Indirect genetic effects (IGEs) are heritable effects of individuals on trait values of their conspecifics. IGEs may substantially affect response to selection, but empirical studies on IGEs are sparse and their magnitude and correlation with direct genetic effects are largely unknown in plants. Here we used linear mixed models to estimate genetic (co)variances attributable to direct and indirect effects for growth and foliar disease damage in a large pedigreed population of Eucalyptus globulus. We found significant IGEs for growth and disease damage, which increased with age for growth. The correlation between direct and indirect genetic effects was highly negative for growth, but highly positive for disease damage, consistent with neighbour competition and infection, respectively. IGEs increased heritable variation by 71% for disease damage, but reduced heritable variation by 85% for growth, leaving nonsignificant heritable variation for later age growth.

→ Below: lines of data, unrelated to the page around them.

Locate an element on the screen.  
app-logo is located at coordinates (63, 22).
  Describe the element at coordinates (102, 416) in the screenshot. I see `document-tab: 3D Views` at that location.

Thus, IGEs are likely to prevent response to selection in growth, despite a considerable ordinary heritability. IGEs change our perspective on the genetic architecture and potential response to selection. Depending on the correlation between direct and indirect genetic effects, IGEs may enhance or diminish the response to natural or artificial selection compared with that predicted from ordinary heritability.

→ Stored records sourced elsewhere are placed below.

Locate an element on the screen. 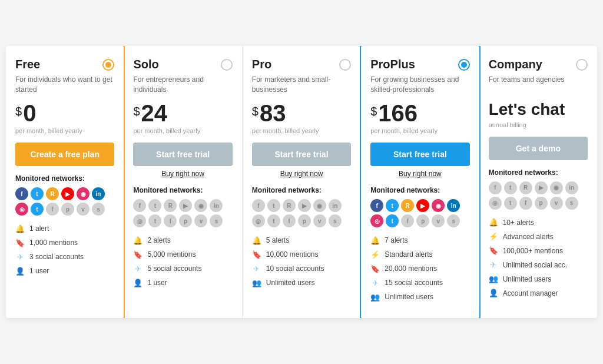  proplus-buy-now-link: Buy right now is located at coordinates (420, 174).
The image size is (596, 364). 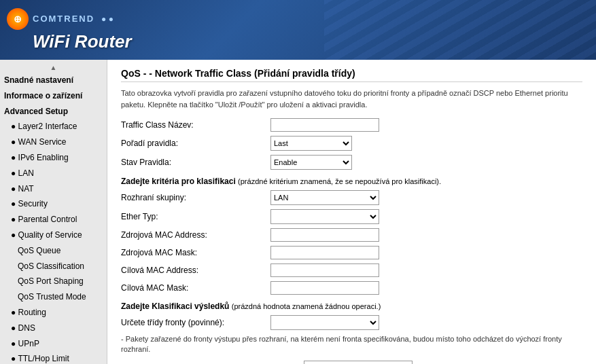 I want to click on product-name: WiFi Router, so click(x=82, y=42).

An individual's genes may influence the phenotype of neighboring conspecifics. Such indirect genetic effects (IGEs) are important as they can affect the apparent total heritable variance in a population, and thus the response to selection. We studied these effects in a large, pedigreed population of Eucalyptus globulus using variance component analyses of Mycosphearella leaf disease, diameter growth at age 2 years, and post-infection diameter growth at ages 4 and 8 years. In a novel approach, we initially modeled IGEs using a factor analytic (FA) structure to identify the most influential neighbor positions, with the FA loadings being position-specific regressions on the IGEs. This involved sequentially comparing FA models for the variance-covariance matrices of the direct and indirect effects of each neighbor. We then modeled IGEs as a distance-based, combined effect of the most influential neighbors. This often increased the magnitude and significance of indirect genetic variance estimates relative to using all neighbors. The extension of a univariate IGEs model to bivariate analyses also provided insights into the genetic architecture of this population, revealing that: (1) IGEs arising from increased probability of neighbor infection were not associated with reduced growth of neighbors, despite adverse fitness effects being evident at the direct genetic level; and (2) the strong, genetic-based competitive interactions for growth, established early in stand development, were highly positively correlated over time. Our results highlight the complexities of genetic-based interactions at the multi-trait level due to (co)variances associated with IGEs, and the marked discrepancy occurring between direct and total heritable variances.